Similar object at the Musée d'Orsay in Paris.
Emile Reiner 1826-1893
Not content with obtaining occasional assistance from renowned artists, the most important French civil goldsmith manufacturer of the second half of the 19th century, Christofle & Cie, secured the services of the architect and theoretician Emile Reiber. Appointed head of the drawing and composition workshop in 1865, he enabled the firm to develop in the 1870s, in addition to its current production of tableware, a production of essentially Japanese-inspired work that was completely original. Christofle then became a goldsmith of polychrome bronze. After hesitating "for some time, using in turn the Indian palmette, the Persian carnation, the Egyptian lotus and the Chinese peony" (Burty, Les Emaux cloisonnés anciens, et modernes, 1868), Reiber showed himself to be one of the most fervent followers of Japonism. In the colorful models he composed for Christofle, he appropriated Far Eastern decorations and techniques, renewing the art of the table and furniture. The discovery of Japanese (or Chinese) bronzes was the source of these attempts which tended in particular to equal the alloys and inlays practiced in Japan by calling on industrial progress. The research into polychromy resulted in a whole collection of decorative pieces, particularly noted at the Universal Exhibitions in Vienna in 1873 and in Paris in 1878. This planter with quince flowers - from a series with the same decoration which also includes candelabras, oil lamps, fruit bowls and fruit bowls - bears witness to the success of these "bronzes inlaid with polychrome reliefs", produced in various colours, with a black or red background.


Task instructions: Every line containing the word "down" must be pulled from the records.

Data listing:
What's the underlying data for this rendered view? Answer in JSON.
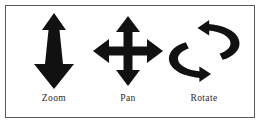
{
  "figure": {
    "background_color": "#ffffff",
    "border_color": "#5a5a5f",
    "glyph_color": "#111111",
    "items": [
      {
        "id": "zoom",
        "label": "Zoom",
        "icon": "vertical-double-arrow-icon",
        "description": "Tapered vertical arrow, small head up and large head down"
      },
      {
        "id": "pan",
        "label": "Pan",
        "icon": "four-way-arrow-icon",
        "description": "Cross with arrowheads up, down, left and right"
      },
      {
        "id": "rotate",
        "label": "Rotate",
        "icon": "circular-rotate-arrows-icon",
        "description": "Two curved arrows forming a circular rotation loop"
      }
    ]
  }
}
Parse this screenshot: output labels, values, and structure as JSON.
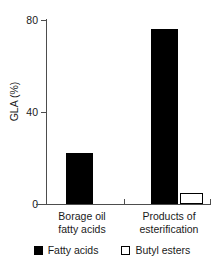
{
  "chart_data": {
    "type": "bar",
    "title": "",
    "xlabel": "",
    "ylabel": "GLA (%)",
    "ylim": [
      0,
      80
    ],
    "yticks": [
      0,
      40,
      80
    ],
    "ytick_labels": [
      "0",
      "40",
      "80"
    ],
    "grid": false,
    "legend_position": "bottom",
    "categories": [
      "Borage oil fatty acids",
      "Products of esterification"
    ],
    "category_lines": [
      [
        "Borage oil",
        "fatty acids"
      ],
      [
        "Products of",
        "esterification"
      ]
    ],
    "series": [
      {
        "name": "Fatty acids",
        "color": "#000000",
        "style": "filled",
        "values": [
          22,
          76
        ]
      },
      {
        "name": "Butyl esters",
        "color": "#ffffff",
        "style": "open",
        "values": [
          null,
          5
        ]
      }
    ],
    "bars": [
      {
        "label": "Borage oil fatty acids - Fatty acids",
        "series": "Fatty acids",
        "category": "Borage oil fatty acids",
        "value": 22,
        "style": "filled"
      },
      {
        "label": "Products of esterification - Fatty acids",
        "series": "Fatty acids",
        "category": "Products of esterification",
        "value": 76,
        "style": "filled"
      },
      {
        "label": "Products of esterification - Butyl esters",
        "series": "Butyl esters",
        "category": "Products of esterification",
        "value": 5,
        "style": "open"
      }
    ],
    "axis_color": "#4d4d4d",
    "text_color": "#1a1a1a",
    "background": "#ffffff"
  },
  "legend": {
    "items": [
      {
        "label": "Fatty acids",
        "swatch": "filled-square-icon"
      },
      {
        "label": "Butyl esters",
        "swatch": "open-square-icon"
      }
    ]
  }
}
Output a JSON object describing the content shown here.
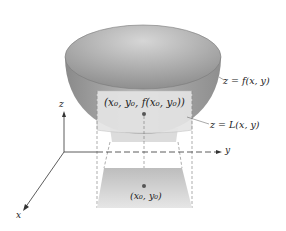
{
  "figure": {
    "labels": {
      "surface": "z = f(x, y)",
      "tangent_plane": "z = L(x, y)",
      "point_on_surface": "(x₀, y₀, f(x₀, y₀))",
      "point_in_domain": "(x₀, y₀)"
    },
    "axes": {
      "x": "x",
      "y": "y",
      "z": "z"
    },
    "colors": {
      "bowl_outer": "#9a9a9a",
      "bowl_inner": "#b8b8b8",
      "plane": "#e2e2e2",
      "projection": "#cfcfcf",
      "dot": "#555555",
      "axis": "#333333"
    }
  }
}
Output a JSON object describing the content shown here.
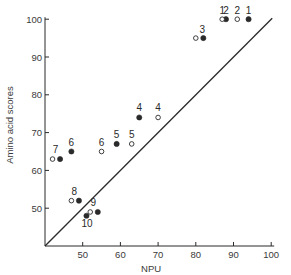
{
  "chart_data": {
    "type": "scatter",
    "title": "",
    "xlabel": "NPU",
    "ylabel": "Amino acid scores",
    "xlim": [
      40,
      100
    ],
    "ylim": [
      40,
      100
    ],
    "xticks": [
      50,
      60,
      70,
      80,
      90,
      100
    ],
    "yticks": [
      50,
      60,
      70,
      80,
      90,
      100
    ],
    "grid": false,
    "legend": "none",
    "reference_line": {
      "type": "identity",
      "label": "y = x",
      "from": [
        40,
        40
      ],
      "to": [
        100,
        100
      ]
    },
    "series": [
      {
        "name": "filled",
        "marker": "filled-circle",
        "points": [
          {
            "label": "1",
            "x": 94,
            "y": 100
          },
          {
            "label": "2",
            "x": 88,
            "y": 100
          },
          {
            "label": "3",
            "x": 82,
            "y": 95
          },
          {
            "label": "4",
            "x": 65,
            "y": 74
          },
          {
            "label": "5",
            "x": 59,
            "y": 67
          },
          {
            "label": "6",
            "x": 47,
            "y": 65
          },
          {
            "label": "7",
            "x": 44,
            "y": 63
          },
          {
            "label": "8",
            "x": 49,
            "y": 52
          },
          {
            "label": "9",
            "x": 54,
            "y": 49
          },
          {
            "label": "10",
            "x": 51,
            "y": 48
          }
        ]
      },
      {
        "name": "open",
        "marker": "open-circle",
        "points": [
          {
            "label": "1",
            "x": 87,
            "y": 100
          },
          {
            "label": "2",
            "x": 91,
            "y": 100
          },
          {
            "label": "3",
            "x": 80,
            "y": 95
          },
          {
            "label": "4",
            "x": 70,
            "y": 74
          },
          {
            "label": "5",
            "x": 63,
            "y": 67
          },
          {
            "label": "6",
            "x": 55,
            "y": 65
          },
          {
            "label": "7",
            "x": 42,
            "y": 63
          },
          {
            "label": "8",
            "x": 47,
            "y": 52
          },
          {
            "label": "9",
            "x": 52,
            "y": 49
          }
        ]
      }
    ]
  },
  "layout": {
    "origin_px": [
      45,
      246
    ],
    "x_px_per_unit": 3.77,
    "y_px_per_unit": 3.78,
    "ink_color": "#2a2a2a"
  }
}
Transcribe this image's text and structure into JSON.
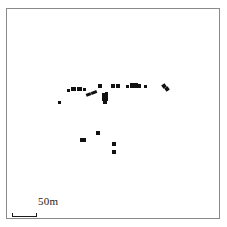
{
  "figure": {
    "type": "archaeological-site-plan",
    "title": "",
    "background_color": "#ffffff",
    "frame": {
      "name": "map-border",
      "color": "#8a8a8a",
      "x": 6,
      "y": 8,
      "width": 214,
      "height": 211
    }
  },
  "scale": {
    "label": "50m",
    "bar_length_px": 24,
    "bar_color": "#1a1a1a",
    "tick_height_px": 4
  },
  "chart_data": {
    "type": "scatter",
    "title": "",
    "xlabel": "",
    "ylabel": "",
    "grid": false,
    "legend": null,
    "units": "meters",
    "scale_bar_meters": 50,
    "scale_bar_pixels": 24,
    "marker_color": "#111111",
    "groups": [
      {
        "name": "west-outlier",
        "features": [
          {
            "x": 57,
            "y": 100,
            "w": 3,
            "h": 3,
            "rot": 0
          }
        ]
      },
      {
        "name": "west-cluster",
        "features": [
          {
            "x": 66,
            "y": 88,
            "w": 3,
            "h": 3,
            "rot": 0
          },
          {
            "x": 70,
            "y": 86,
            "w": 5,
            "h": 4,
            "rot": 0
          },
          {
            "x": 76,
            "y": 86,
            "w": 5,
            "h": 4,
            "rot": 0
          },
          {
            "x": 82,
            "y": 87,
            "w": 3,
            "h": 3,
            "rot": 0
          },
          {
            "x": 85,
            "y": 92,
            "w": 5,
            "h": 3,
            "rot": -22
          },
          {
            "x": 90,
            "y": 90,
            "w": 6,
            "h": 3,
            "rot": -22
          }
        ]
      },
      {
        "name": "central-cluster",
        "features": [
          {
            "x": 97,
            "y": 83,
            "w": 4,
            "h": 4,
            "rot": 0
          },
          {
            "x": 101,
            "y": 92,
            "w": 5,
            "h": 5,
            "rot": 0
          },
          {
            "x": 101,
            "y": 96,
            "w": 6,
            "h": 4,
            "rot": 0
          },
          {
            "x": 102,
            "y": 99,
            "w": 4,
            "h": 4,
            "rot": 0
          },
          {
            "x": 104,
            "y": 91,
            "w": 3,
            "h": 7,
            "rot": 0
          }
        ]
      },
      {
        "name": "east-central-pair",
        "features": [
          {
            "x": 110,
            "y": 83,
            "w": 4,
            "h": 4,
            "rot": 0
          },
          {
            "x": 115,
            "y": 83,
            "w": 4,
            "h": 4,
            "rot": 0
          }
        ]
      },
      {
        "name": "east-cluster",
        "features": [
          {
            "x": 125,
            "y": 84,
            "w": 3,
            "h": 3,
            "rot": 0
          },
          {
            "x": 129,
            "y": 82,
            "w": 4,
            "h": 5,
            "rot": 0
          },
          {
            "x": 133,
            "y": 82,
            "w": 4,
            "h": 5,
            "rot": 0
          },
          {
            "x": 137,
            "y": 83,
            "w": 3,
            "h": 4,
            "rot": 0
          },
          {
            "x": 143,
            "y": 84,
            "w": 3,
            "h": 3,
            "rot": 0
          }
        ]
      },
      {
        "name": "far-east-outlier",
        "features": [
          {
            "x": 161,
            "y": 83,
            "w": 4,
            "h": 4,
            "rot": -35
          },
          {
            "x": 164,
            "y": 86,
            "w": 4,
            "h": 4,
            "rot": -35
          }
        ]
      },
      {
        "name": "south-cluster",
        "features": [
          {
            "x": 79,
            "y": 137,
            "w": 6,
            "h": 4,
            "rot": 0
          },
          {
            "x": 95,
            "y": 130,
            "w": 4,
            "h": 4,
            "rot": 0
          },
          {
            "x": 111,
            "y": 141,
            "w": 4,
            "h": 4,
            "rot": 0
          },
          {
            "x": 111,
            "y": 149,
            "w": 4,
            "h": 4,
            "rot": 0
          }
        ]
      }
    ]
  }
}
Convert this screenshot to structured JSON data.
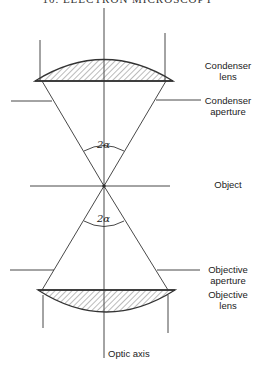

Task output:
        "description": "Tapered vertical arrow, small head up and large head down"
        "description": "Cross with arrowheads up, down, left and right"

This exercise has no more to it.